View Single Post
  #3   Report Post  
Posted to sci.electronics.repair
John-Del[_2_] John-Del[_2_] is offline
external usenet poster
 
Posts: 446
Default BenQ G2420HD LCD monitor cannot stay lit up

On Friday, March 9, 2018 at 8:44:56 AM UTC-5, Pimpom wrote:
I have a BenQ G2420HD monitor that was damaged during
transportation. Two of the four CCFL tubes were broken and I've
solved that problem but it still has a fault. These are the symptoms:

1. When switched on, it lights up and presents a normal display
FOR ONE SECOND, then goes dark for 3 seconds, lights up again for
one second and then goes dark permanently. Power cycling repeats
the same behavior over and over.

2. It detects the video and sync inputs. The pilot light stays
green as long as there's a signal input (even when the screen
goes dark by itself as described) and turns amber when there's no
signal.

3. The LCD panel syncs and displays correctly even when the
screen goes dark by itself. I verified this with an improvised
backlight. It is only the backlight that is misbehaving.

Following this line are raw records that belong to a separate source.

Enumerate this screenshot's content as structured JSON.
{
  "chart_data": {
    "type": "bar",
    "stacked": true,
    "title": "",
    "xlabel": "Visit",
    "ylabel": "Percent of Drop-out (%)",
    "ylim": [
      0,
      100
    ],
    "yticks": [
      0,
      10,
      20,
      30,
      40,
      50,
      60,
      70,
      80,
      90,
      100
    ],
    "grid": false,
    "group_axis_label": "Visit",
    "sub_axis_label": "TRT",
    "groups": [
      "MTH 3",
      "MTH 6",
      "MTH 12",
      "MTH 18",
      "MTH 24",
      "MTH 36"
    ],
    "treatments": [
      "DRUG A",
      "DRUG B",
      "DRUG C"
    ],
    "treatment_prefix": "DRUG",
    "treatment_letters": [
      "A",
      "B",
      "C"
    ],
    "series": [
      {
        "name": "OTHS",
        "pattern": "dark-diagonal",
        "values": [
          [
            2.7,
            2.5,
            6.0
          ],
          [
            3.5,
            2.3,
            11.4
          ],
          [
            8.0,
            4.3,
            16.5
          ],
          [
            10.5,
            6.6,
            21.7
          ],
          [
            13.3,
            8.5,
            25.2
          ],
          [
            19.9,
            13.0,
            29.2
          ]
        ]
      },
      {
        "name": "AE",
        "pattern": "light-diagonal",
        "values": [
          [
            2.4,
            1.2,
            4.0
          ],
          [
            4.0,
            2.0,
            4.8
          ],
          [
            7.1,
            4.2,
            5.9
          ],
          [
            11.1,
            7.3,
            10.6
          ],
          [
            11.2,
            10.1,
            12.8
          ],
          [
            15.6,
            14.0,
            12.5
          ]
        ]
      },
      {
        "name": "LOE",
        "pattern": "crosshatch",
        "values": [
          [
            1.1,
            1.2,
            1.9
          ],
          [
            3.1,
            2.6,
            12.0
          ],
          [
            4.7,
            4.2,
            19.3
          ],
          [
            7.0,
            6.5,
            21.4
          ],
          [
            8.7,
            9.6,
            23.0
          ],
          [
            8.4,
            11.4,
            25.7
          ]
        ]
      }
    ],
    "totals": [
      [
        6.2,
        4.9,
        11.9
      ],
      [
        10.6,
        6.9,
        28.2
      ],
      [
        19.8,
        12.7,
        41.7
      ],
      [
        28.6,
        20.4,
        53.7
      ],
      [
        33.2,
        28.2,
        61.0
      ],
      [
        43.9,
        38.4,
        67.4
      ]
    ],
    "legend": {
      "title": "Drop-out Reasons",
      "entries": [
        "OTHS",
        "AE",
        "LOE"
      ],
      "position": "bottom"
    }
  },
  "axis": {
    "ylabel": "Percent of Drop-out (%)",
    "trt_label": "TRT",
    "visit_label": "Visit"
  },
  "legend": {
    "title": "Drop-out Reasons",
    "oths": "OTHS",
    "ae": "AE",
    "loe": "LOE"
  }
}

4. The light/dark cycle is caused by the 3.3V ENA signal from the
control board to the inverter coming on and off. It's too regular
to be a thermal issue.

5. All power supply voltages (17V, 5V & 3.3V) are OK. The control
board controls the inverter with *one-way* ENA and DIM signals.
There is no feedback from the inverter to the control board.

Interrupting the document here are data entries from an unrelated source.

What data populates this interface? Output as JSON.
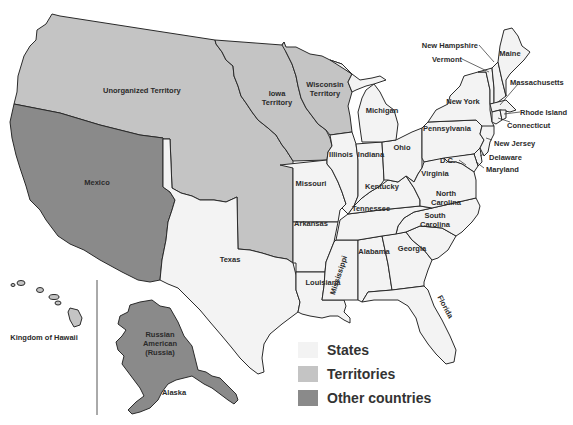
{
  "colors": {
    "states": "#f3f3f3",
    "territories": "#c4c4c4",
    "other_countries": "#8a8a8a",
    "border": "#2a2a2a",
    "background": "#ffffff"
  },
  "regions": {
    "territories": [
      "Unorganized Territory",
      "Iowa Territory",
      "Wisconsin Territory"
    ],
    "other_countries": [
      "Mexico",
      "Russian American (Russia)"
    ],
    "states": [
      "Maine",
      "New Hampshire",
      "Vermont",
      "Massachusetts",
      "Rhode Island",
      "Connecticut",
      "New York",
      "New Jersey",
      "Pennsylvania",
      "Delaware",
      "Maryland",
      "D.C.",
      "Virginia",
      "North Carolina",
      "South Carolina",
      "Georgia",
      "Florida",
      "Alabama",
      "Mississippi",
      "Louisiana",
      "Tennessee",
      "Kentucky",
      "Ohio",
      "Indiana",
      "Illinois",
      "Michigan",
      "Missouri",
      "Arkansas",
      "Texas"
    ]
  },
  "labels": {
    "unorganized": "Unorganized Territory",
    "iowa_1": "Iowa",
    "iowa_2": "Territory",
    "wisconsin_1": "Wisconsin",
    "wisconsin_2": "Territory",
    "mexico": "Mexico",
    "texas": "Texas",
    "michigan": "Michigan",
    "illinois": "Illinois",
    "indiana": "Indiana",
    "ohio": "Ohio",
    "missouri": "Missouri",
    "kentucky": "Kentucky",
    "tennessee": "Tennessee",
    "arkansas": "Arkansas",
    "louisiana": "Louisiana",
    "mississippi": "Mississippi",
    "alabama": "Alabama",
    "georgia": "Georgia",
    "florida": "Florida",
    "south_carolina_1": "South",
    "south_carolina_2": "Carolina",
    "north_carolina_1": "North",
    "north_carolina_2": "Carolina",
    "virginia": "Virginia",
    "pennsylvania": "Pennsylvania",
    "new_york": "New York",
    "new_hampshire": "New Hampshire",
    "vermont": "Vermont",
    "maine": "Maine",
    "massachusetts": "Massachusetts",
    "rhode_island": "Rhode Island",
    "connecticut": "Connecticut",
    "new_jersey": "New Jersey",
    "delaware": "Delaware",
    "maryland": "Maryland",
    "dc": "D.C.",
    "hawaii": "Kingdom of Hawaii",
    "russia_1": "Russian",
    "russia_2": "American",
    "russia_3": "(Russia)",
    "alaska": "Alaska"
  },
  "legend": {
    "items": [
      {
        "label": "States",
        "color": "#f3f3f3"
      },
      {
        "label": "Territories",
        "color": "#c4c4c4"
      },
      {
        "label": "Other countries",
        "color": "#8a8a8a"
      }
    ]
  }
}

6. The control board doesn't have obvious cracks, burn marks or
bulging capacitors.

Any help will be greatly appreciated.


If we ignore the shipping damage, it sounds like a typical back light problem. Are you sure you have the correct CCFL tubes in the display?

There's a chance one or more of the inverter transformers was damaged when the display was run with an open tube.

What you can do is place your scope probe on the plastic part of the lamp connector. Where it goes exactly is unimportant as you're going to be looking for *differences* in the waveforms between the original tubes and the replacements. In any case, don't make any electrical connection or you'll likely damage your scope input. But you must be sure to place the probe in the exact same spot on the connector as the waveform will vary greatly with just a small physical movement.

Look at the waveforms for each of the tubes during the time it's actually lit. If one or more waveforms differs from any other, the controller IC will shut down the inverter. Too large a waveform usually indicates a bad, weak, or incorrect CCFL tube. A low or distorted waveform will usually indicate a bad transformer.